Tuesday, January 11, 2011

Occupation Laws in Israel?

by Lev Luis Grinberg

The Rabbis' Letter, calling on Israeli Jews not to sell or rent apartments to Arabs, is an attempt to replicate the conduct of the State of Israel in the Occupied Territories within its sovereign borders. It is clear to everyone that "there", unlike "here", segregation and discrimination are blatant. Nobody demands to allow Palestinians to live in Jewish settlements such as Beit El or Beitar Illit. Why should they be allowed to live in Safed or Nazareth Illit, then?

The secular Jews outraged by the letter are heartened by responses attributed to Rabbis Ovadia Yosef and Yosef Shalom Eliashiv, who have criticized the letter. These two authorities have emphasized the danger that this letter would encourage discrimination of Jews abroad. In other words, they have reminded us that we are to treat others as we would wish to be treated ourselves. But this does not provide real comfort given the fact that within Israel proper, steps are constantly being taken to segregate Jews and Arabs, and the discrimination of the latter is far more widespread than we would have been willing to accept for Jews in other countries.

This Halachic ruling by the Yesha zealot rabbis is nothing but a more offensive version of the Admission Committees Law, adopted by the Knesset several weeks prior to the letter's publication. This law is the "democratic" version of discrimination, even though it does not state explicitly that Arabs may not be admitted to small communities. It is up to the local committees to do that - away from public scrutiny.


I fear that for most secular Jews in Israel, the basic issue with the Rabbis' Letter is not their call to exclude Arabs per se, but the fact that it is made in such an explicit manner, that undercuts Israel's image as a democracy. It is not the rights of Israel's Arab citizen's or of Jews overseas that concern them, but Israel's reputation.

The secular Jews are keen to conceal the fact that the State of Israel has in fact been implementing the rabbis' ruling ever since its establishment. The Jewish State is the largest admission committee set up to exclude Arabs: it seizes their property and prevents selling them lands, it restricts construction in existing Arab communities without planning any new ones, and maintains strict separation between Jews and Arabs. This is the raison d'être of the Jewish National Fund (JNF), the Law of Return and the Absentee Property Law. This is the rationale behind the admission committees in hundreds of rural communities on both sides of the Green Line.

The state's exclusion effort is twofold: restricting mixed communities and limiting the Arabs' housing land area. The most obvious example for that may be found in the Negev desert, with dozens of "unrecognized" Bedouin villages which are not connected to the country's electricity, water and transportation networks. On the other hand, the state encourages Jews to settle in huge isolated farms designed to prevent Bedouin "takeover".
Pushing the Arabs off their lands and refusing any construction and development plans for their communities are the main reasons for the current "problem" in midsize towns which do not have admission committees. Such towns are located near congested Arab towns and villages in the Galilee, Negev and North Jerusalem. This is precisely the loophole in the admission committee regime that the rabbis seek to close.
Like it or not, the fact is that the rabbis simply put into clear words the anti-democratic implications of the term "Jewish State". It is the privileges of Israel's Jewish citizens and the policy of progressively marginalizing the Arabs that are the source of racism. The rabbis are outspoken about it, the Knesset and government prefer a more subtle approach. In order for Israel to be a Jewish State in the moral sense, that is, do not unto Arabs what is hated by Jews, it must be democratic. Democracy is the institutional manifestation of the Jewish doctrine that we are all created in His image.

The present definition of Israel as a Jewish (and Democratic) State is anti-democratic, discriminatory, segregationist, and exclusionist. It subjugates us all to nationalist-religious fanaticism. Religious Zionism represents the undesirable linkage between religious and state in the Jewish State. Hopefully, this recent embarrassing incident will remain high on the Israeli agenda and promote political discussion of the relationships between religion and state and between Jews and Arabs - the two fundamental and issues of the State of Israel, which are closely intertwined.

Lev Luis Grinberg is professor of political sociology and the founding chair of the department of sociology and anthropology at Ben Gurion University. Author of Politics and Violence in Israel/Palestine (Routledge, 2010).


Your instructions: Reproduce the data that follows character for character, but omit its pictures.

Provided entries:

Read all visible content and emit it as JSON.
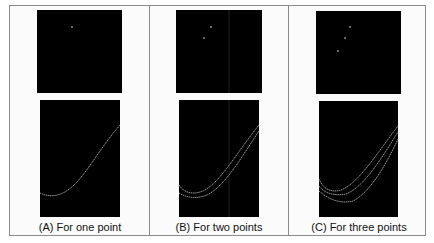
{
  "figure": {
    "panels": [
      {
        "id": "A",
        "caption": "(A) For one point",
        "point_count": 1,
        "top_view": {
          "points": [
            [
              35,
              17
            ]
          ]
        },
        "bottom_view": {
          "curves": [
            "M0,93 C8,97 18,97 28,90 C45,78 58,50 80,25"
          ]
        }
      },
      {
        "id": "B",
        "caption": "(B) For two points",
        "point_count": 2,
        "top_view": {
          "points": [
            [
              35,
              17
            ],
            [
              28,
              28
            ]
          ],
          "vertical_line_x": 53
        },
        "bottom_view": {
          "curves": [
            "M0,85 C5,93 14,95 24,91 C42,82 58,52 80,25",
            "M0,93 C8,98 18,99 28,95 C46,86 62,58 80,31"
          ],
          "vertical_line_x": 50
        }
      },
      {
        "id": "C",
        "caption": "(C) For three points",
        "point_count": 3,
        "top_view": {
          "points": [
            [
              34,
              16
            ],
            [
              29,
              27
            ],
            [
              22,
              40
            ]
          ]
        },
        "bottom_view": {
          "curves": [
            "M0,78 C4,88 12,92 22,89 C40,82 58,52 79,25",
            "M0,85 C6,93 16,95 27,93 C45,86 62,58 79,31",
            "M0,90 C10,99 22,103 34,100 C50,92 66,66 79,38"
          ]
        }
      }
    ],
    "colors": {
      "background": "#ffffff",
      "frame": "#8a8a8a",
      "plot_bg": "#000000",
      "curve": "#bdbdbd",
      "point": "#9a9a9a",
      "caption": "#111111"
    }
  }
}
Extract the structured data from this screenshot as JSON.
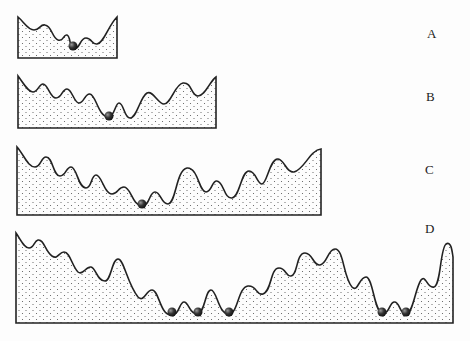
{
  "diagram": {
    "panels": [
      {
        "label": "A",
        "balls": 1
      },
      {
        "label": "B",
        "balls": 1
      },
      {
        "label": "C",
        "balls": 1
      },
      {
        "label": "D",
        "balls": 5
      }
    ],
    "colors": {
      "stroke": "#222222",
      "ball": "#333333",
      "stipple": "#555555",
      "background": "#fdfdfd"
    }
  }
}
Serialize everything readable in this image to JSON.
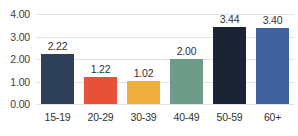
{
  "chart_data": {
    "type": "bar",
    "title": "",
    "subtitle": "",
    "xlabel": "",
    "ylabel": "",
    "categories": [
      "15-19",
      "20-29",
      "30-39",
      "40-49",
      "50-59",
      "60+"
    ],
    "values": [
      2.22,
      1.22,
      1.02,
      2.0,
      3.44,
      3.4
    ],
    "data_labels": [
      "2.22",
      "1.22",
      "1.02",
      "2.00",
      "3.44",
      "3.40"
    ],
    "bar_colors": [
      "#2E4059",
      "#E8503A",
      "#F0AE3C",
      "#6F9C88",
      "#1C2333",
      "#41629E"
    ],
    "ylim": [
      0,
      4
    ],
    "ytick_values": [
      4,
      3,
      2,
      1,
      0
    ],
    "ytick_labels": [
      "4.00",
      "3.00",
      "2.00",
      "1.00",
      "0.00"
    ],
    "grid": true,
    "grid_color": "#E2E2E2",
    "legend": false,
    "legend_position": "none",
    "axis_label_color": "#404040",
    "data_label_color": "#333333",
    "background": "#FFFFFF"
  }
}
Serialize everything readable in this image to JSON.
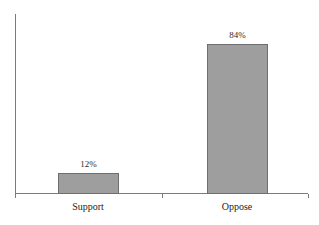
{
  "chart_data": {
    "type": "bar",
    "title": "",
    "xlabel": "",
    "ylabel": "",
    "categories": [
      "Support",
      "Oppose"
    ],
    "values": [
      12,
      84
    ],
    "value_labels": [
      "12%",
      "84%"
    ],
    "ylim": [
      0,
      100
    ],
    "grid": false,
    "legend": null,
    "bar_color": "#9e9e9e",
    "bar_border_color": "#6e6e6e",
    "axis_color": "#7b7b7b",
    "background": "#ffffff",
    "series": [
      {
        "name": "",
        "values": [
          12,
          84
        ]
      }
    ],
    "points": [
      {
        "category": "Support",
        "value": 12,
        "label": "12%"
      },
      {
        "category": "Oppose",
        "value": 84,
        "label": "84%"
      }
    ]
  }
}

Exercise solution:
Read all visible content and emit it as JSON.
{
  "figure": {
    "panels": [
      {
        "id": "A",
        "caption": "(A) For one point",
        "point_count": 1,
        "top_view": {
          "points": [
            [
              35,
              17
            ]
          ]
        },
        "bottom_view": {
          "curves": [
            "M0,93 C8,97 18,97 28,90 C45,78 58,50 80,25"
          ]
        }
      },
      {
        "id": "B",
        "caption": "(B) For two points",
        "point_count": 2,
        "top_view": {
          "points": [
            [
              35,
              17
            ],
            [
              28,
              28
            ]
          ],
          "vertical_line_x": 53
        },
        "bottom_view": {
          "curves": [
            "M0,85 C5,93 14,95 24,91 C42,82 58,52 80,25",
            "M0,93 C8,98 18,99 28,95 C46,86 62,58 80,31"
          ],
          "vertical_line_x": 50
        }
      },
      {
        "id": "C",
        "caption": "(C) For three points",
        "point_count": 3,
        "top_view": {
          "points": [
            [
              34,
              16
            ],
            [
              29,
              27
            ],
            [
              22,
              40
            ]
          ]
        },
        "bottom_view": {
          "curves": [
            "M0,78 C4,88 12,92 22,89 C40,82 58,52 79,25",
            "M0,85 C6,93 16,95 27,93 C45,86 62,58 79,31",
            "M0,90 C10,99 22,103 34,100 C50,92 66,66 79,38"
          ]
        }
      }
    ],
    "colors": {
      "background": "#ffffff",
      "frame": "#8a8a8a",
      "plot_bg": "#000000",
      "curve": "#bdbdbd",
      "point": "#9a9a9a",
      "caption": "#111111"
    }
  }
}
Extract the structured data from this screenshot as JSON.
{
  "diagram": {
    "panels": [
      {
        "label": "A",
        "balls": 1
      },
      {
        "label": "B",
        "balls": 1
      },
      {
        "label": "C",
        "balls": 1
      },
      {
        "label": "D",
        "balls": 5
      }
    ],
    "colors": {
      "stroke": "#222222",
      "ball": "#333333",
      "stipple": "#555555",
      "background": "#fdfdfd"
    }
  }
}
Serialize everything readable in this image to JSON.
{
  "chart_data": {
    "type": "bar",
    "title": "",
    "subtitle": "",
    "xlabel": "",
    "ylabel": "",
    "categories": [
      "15-19",
      "20-29",
      "30-39",
      "40-49",
      "50-59",
      "60+"
    ],
    "values": [
      2.22,
      1.22,
      1.02,
      2.0,
      3.44,
      3.4
    ],
    "data_labels": [
      "2.22",
      "1.22",
      "1.02",
      "2.00",
      "3.44",
      "3.40"
    ],
    "bar_colors": [
      "#2E4059",
      "#E8503A",
      "#F0AE3C",
      "#6F9C88",
      "#1C2333",
      "#41629E"
    ],
    "ylim": [
      0,
      4
    ],
    "ytick_values": [
      4,
      3,
      2,
      1,
      0
    ],
    "ytick_labels": [
      "4.00",
      "3.00",
      "2.00",
      "1.00",
      "0.00"
    ],
    "grid": true,
    "grid_color": "#E2E2E2",
    "legend": false,
    "legend_position": "none",
    "axis_label_color": "#404040",
    "data_label_color": "#333333",
    "background": "#FFFFFF"
  }
}
Serialize everything readable in this image to JSON.
{
  "chart_data": {
    "type": "bar",
    "title": "",
    "xlabel": "",
    "ylabel": "",
    "categories": [
      "Support",
      "Oppose"
    ],
    "values": [
      12,
      84
    ],
    "value_labels": [
      "12%",
      "84%"
    ],
    "ylim": [
      0,
      100
    ],
    "grid": false,
    "legend": null,
    "bar_color": "#9e9e9e",
    "bar_border_color": "#6e6e6e",
    "axis_color": "#7b7b7b",
    "background": "#ffffff",
    "series": [
      {
        "name": "",
        "values": [
          12,
          84
        ]
      }
    ],
    "points": [
      {
        "category": "Support",
        "value": 12,
        "label": "12%"
      },
      {
        "category": "Oppose",
        "value": 84,
        "label": "84%"
      }
    ]
  }
}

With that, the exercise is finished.